What a great book, a masterpiece. That paragraph is simply great. What I dont really get is why the scene DeLillo paints necessarily detracts from the game. Are we too have the vision that at a monumental game like this Sinatra and his buddies were sitting quietly with glasses of water….please. And if you spent more than one second cutting and pasting the one paragraph that bothered you, and sat down to read the book, you’d realize that the moment in time that occurred in that game was for DeLillo a timeless moment in American cultural history, he spends the book linking these moments up in a very interesting fiction-factual plot.
Eric,
who are you addressing with this post? If you have a problem with Mr. Issacs, by all means, contact Columnist.com. Merely because I’ve quoted from his comments on “Underworld” doesn’t necessarily mean that I share his opinion. And if you took a second to consider that this forum exists for some purpose other than affirming opinions you already hold dear, you’d realize that.
I’ve read the book, thank you. A long time ago. But I’m very comfortable letting Issacs’ passage stand without further commentary from my end.
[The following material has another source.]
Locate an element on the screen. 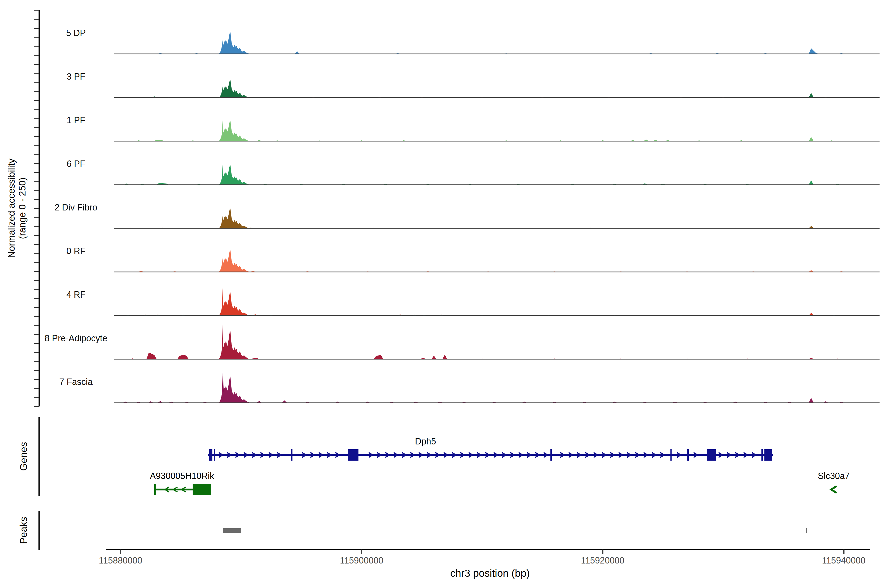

Whether he’s got something to say about DeLillo is for you to figure out.
I just finished the prologue to “Underworld” and found it to be possibly the most thrilling piece of literature I’ve ever read. I can’t believe that I haven’t even started the actual novel! I can’t wait. I love baseball and I found his rendition of the end of the Giants/ Dodgers game 3 to be as exciting as any actual baseball game I’ve ever seen. It was absolutely amazing! He captured the experience of baseball perfectly, only better. It was like being ‘inside’ baseball. I don’t mean being an ‘insider’. I mean being inside the essence of baseball.
The celebrity spectators added wonderful comic relief that increased the excitement. I said a laughing “Ewwwww” out loud to the graphic vomit description with Gleason’s vomit going all over Sinatra’s fancy shoes, socks and trousers, and I laughed out loud when Gleason told Sinatra he stinks, and Sinatra told Gleason that it was Gleason’s stink, and Gleason told Sinatra that he wasn’t going to ride in the limousine with him if he’s gonna stink like that. What an experience this little read was!
I was googling to see if this foursome was really at the game together, and it looks like they were- but nothing authoritative so far. But I did find this blog and I just had to comment.